:: Source material ::
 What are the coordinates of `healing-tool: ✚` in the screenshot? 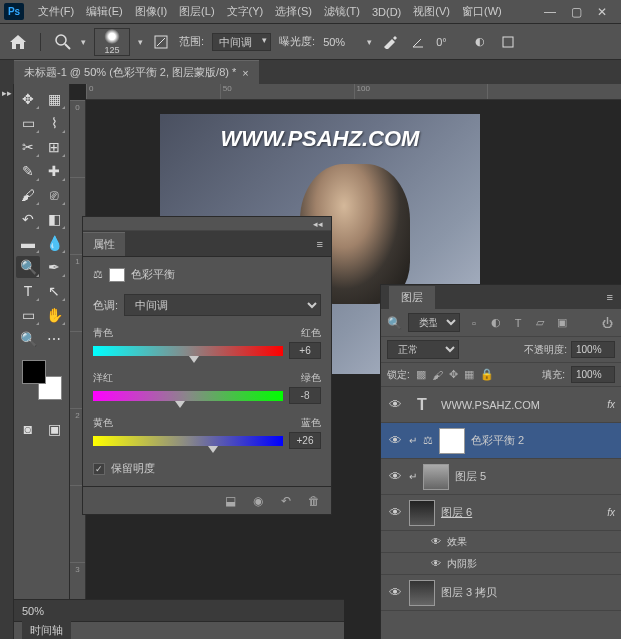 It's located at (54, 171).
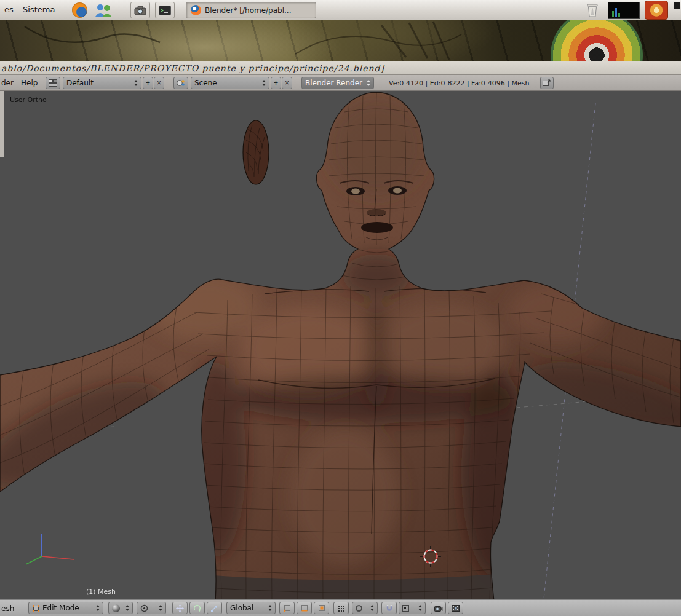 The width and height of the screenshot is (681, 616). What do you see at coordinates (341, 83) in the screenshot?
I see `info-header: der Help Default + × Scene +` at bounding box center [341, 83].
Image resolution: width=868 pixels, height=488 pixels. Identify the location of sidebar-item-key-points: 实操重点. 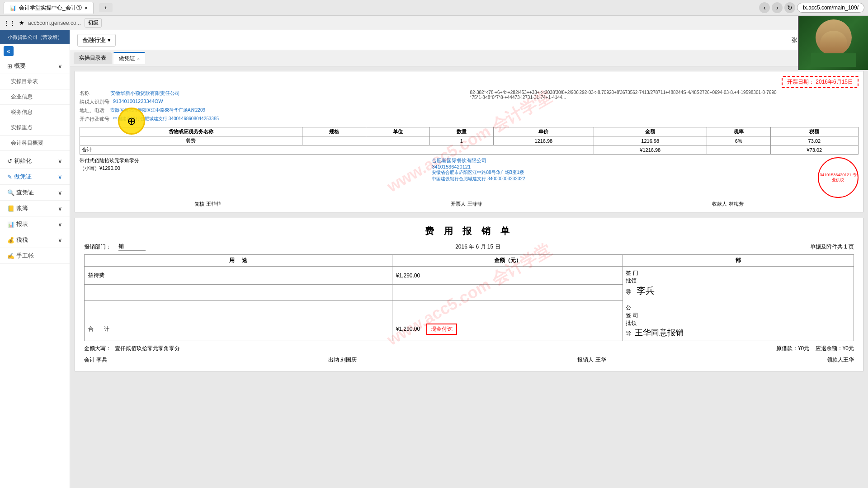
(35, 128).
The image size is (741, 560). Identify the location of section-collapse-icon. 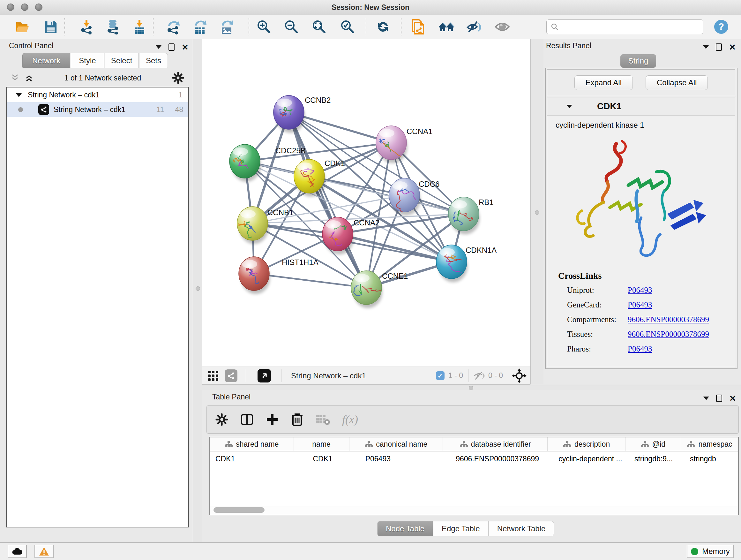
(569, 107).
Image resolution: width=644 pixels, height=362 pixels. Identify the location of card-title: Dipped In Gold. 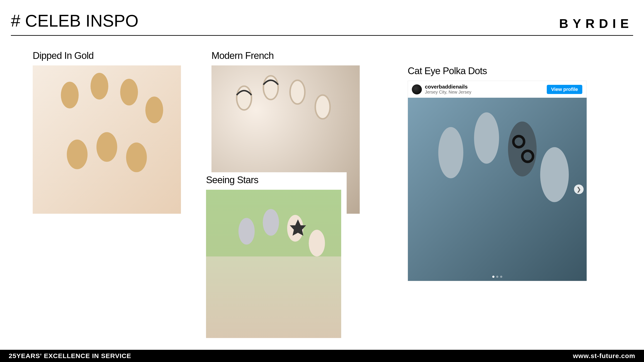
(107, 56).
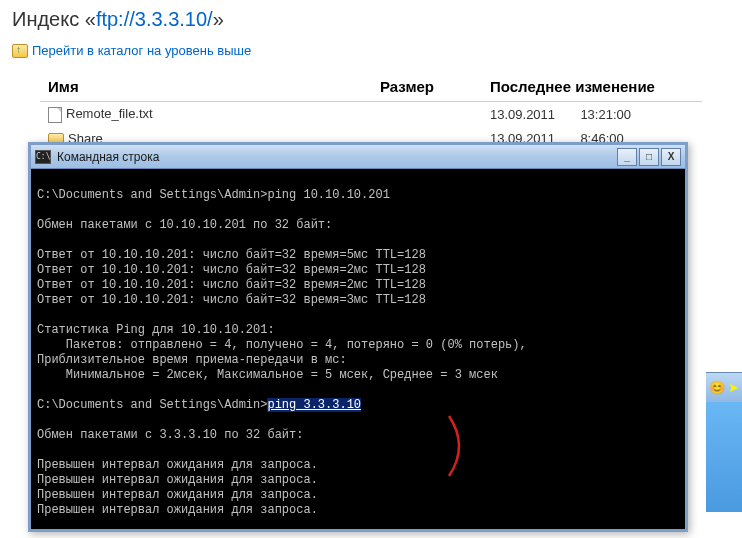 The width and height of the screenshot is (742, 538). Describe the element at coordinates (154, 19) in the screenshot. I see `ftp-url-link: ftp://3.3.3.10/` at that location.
:::
== What you will do ==
From the line containing "Image resolution: width=644" to the final line of the entries, both included, transcribe every line exactly, omit the pictures, and add nothing more.

== Exercise result ==
Image resolution: width=644 pixels, height=362 pixels. Identify the location of card-title: Dipped In Gold. 
(107, 56).
 The width and height of the screenshot is (742, 538). Describe the element at coordinates (154, 19) in the screenshot. I see `ftp-url-link: ftp://3.3.3.10/` at that location.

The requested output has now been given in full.